I feel like most tools people use to upload art or stories are just going to grab the main data stream. I think a site would have to accept archive formats (zip, rar, 7z, etc) to have a chance of even getting the alternate data stream from the uploader in the first place.

I wasn't trying to tell people how to be safe from state-level attackers - these days, those agencies probably have a copy of everything on the Internet anyway. :D I just wanted to advise about some easy mistakes I've seen artists and writers make before, when uploading.

Well, I was thinking in lines of stalkers. Saying "State level" is kind of misleading, especially as tools get leaked and many of them are repackaged public stuff. Ugh, the snake oil sold to law enforcement. Real state-level stuff I'd assume includes bypassing stuf like Apple's protections, (in)Secure Boot, abusing the radio code of a cell phone, and so on, I guess. Stuff you couldn't trivially download or figure out yourself. Oh, BTW on MSI motherboards.... :P When you get the 'fans' organized enough, there's likely at least one that'll try doxing techniques and others that'll risk prison abusing said info. :(

There was a joke that you could have all the encryption you want, but we'll just keep hashes of everything as you decrypt it and if flagged, download a copy. End-to-end is useless if you have an useful idiot running the company that makes your device's OS. China came up with their own variants of device monitoring tools normally used to keep say, porn or games (or nonapproved apps in general) off devices you loaned out. Yeah, censorware has a huge overlap with that. In US, it's parents and employers installing this junk.

AFAIK, the only likely way to get those forked parts of a file off of a computer involves either direct copy from device to device, or having an archive embed it. BTW: Every single file you download with a web browser has a ADS attached. It's how the OS knows that it was downloaded, and not just copied or saved locally. Stuff like multiple versions is another thing that doesn't really leave the original machine, normally.

kora_viridian said:
Within the past year or so, Apple announced that iOS was going to start looking for certain kinds of illegal content; I assume that's one of the techniques it uses.

There is no assuming. That's exactly what it would have done. The remote downloading feature and all.

I found a reference to IE doing that, and got curious. The newest Windows machine I have handy is 8.1. There were a couple of files I downloaded months ago, both EXEs, that I'm pretty sure I downloaded with Firefox, and neither of them have an ADS. I downloaded another file just now (a ZIP) using Firefox and it has an ADS with the "zone" info. Interesting.

Yeah, it seems to vary between programs and file types. There is no need for such a flag with image files, for example.

I think an earlier version of this, maybe from Win 9x/ME, was that Microsoft declared an "internet" bit, next to the good old RASH bits, in the FAT directory entry. Files you downloaded would have that bit set, which would trigger the "This file was downloaded from the Internet..." dialog when you tried to open or run it. 9x/ME couldn't depend on having NTFS, so maybe that's the "best" they could do with what they had.

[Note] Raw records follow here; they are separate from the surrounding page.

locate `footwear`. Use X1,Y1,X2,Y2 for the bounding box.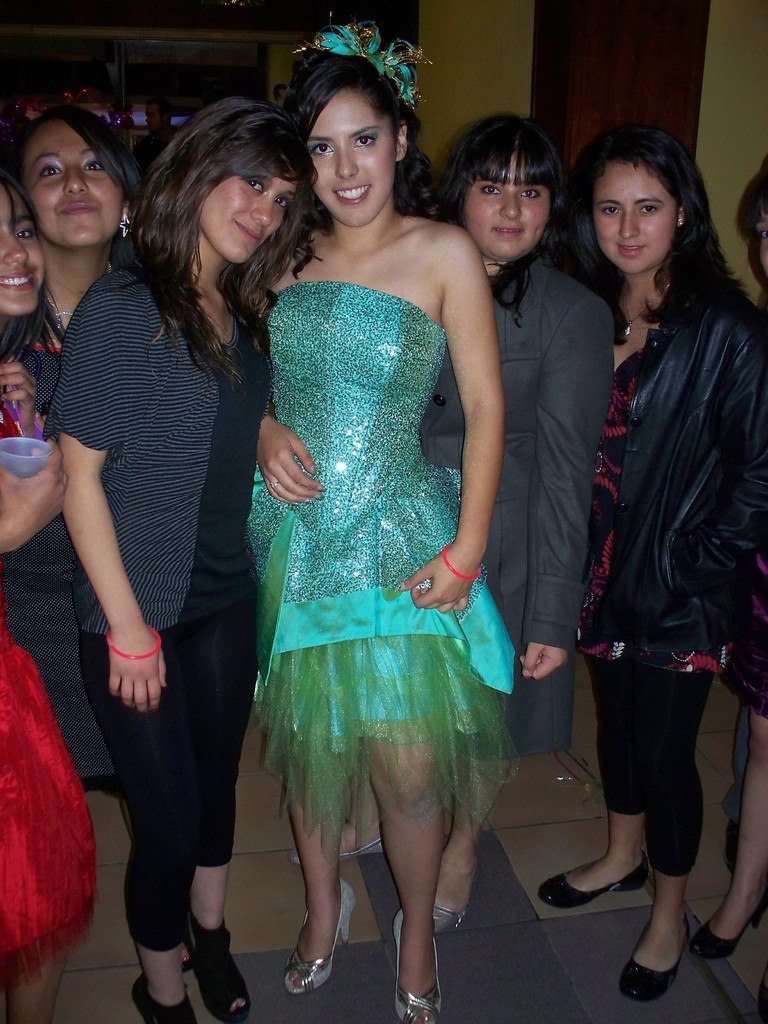
390,908,445,1023.
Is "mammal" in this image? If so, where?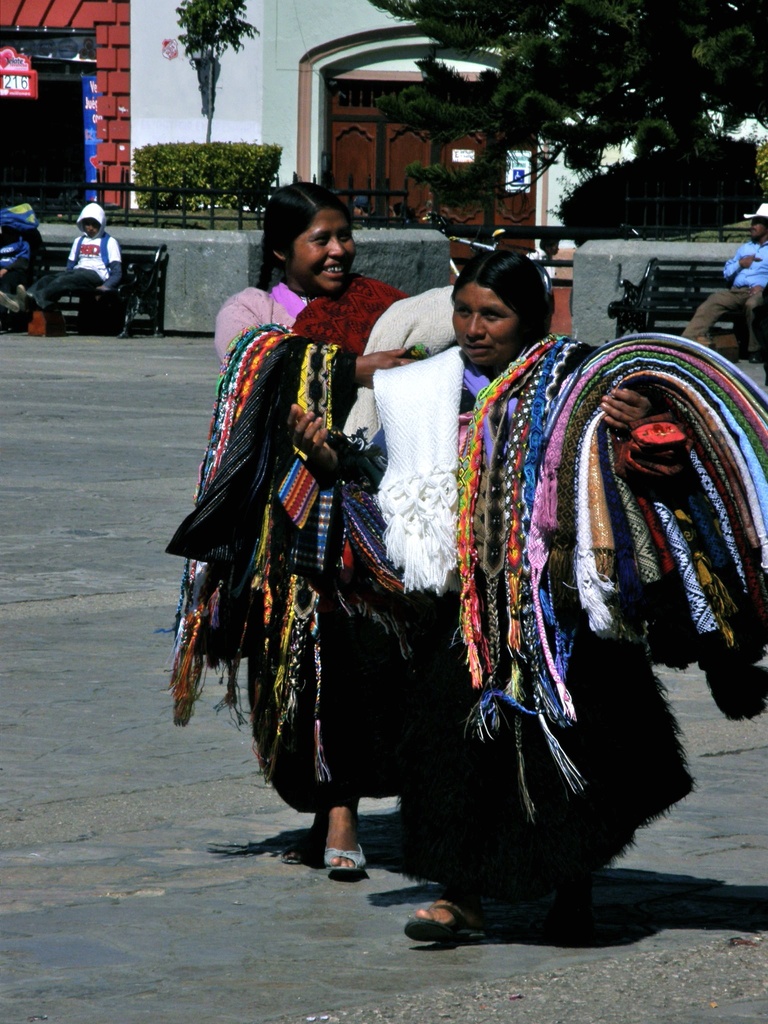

I don't even remember that. Hmm, interesting! Readonly Archive Secret/System Hidden and then reserved ones for downloaded or such? I guess this makes sense.

In penguin land, ext2/3/4 supports "extended attributes", but I think they're limited to 4,096 bytes total... you can't have an arbitrary-size fork/ADS like you can with NTFS.
edit: grammar

You can however do a lot of other cool things like links. ;)

hazey-dazey said:
I'm a writer and have written some pieces of furry literature, and was wondering if there was somewhere I could post that, on this site or otherwise. Thank you!

This did mostly turn into a linus tech tip flash mob, but back to your original question, you could post on Archive of Our Own (often shortened to AO3).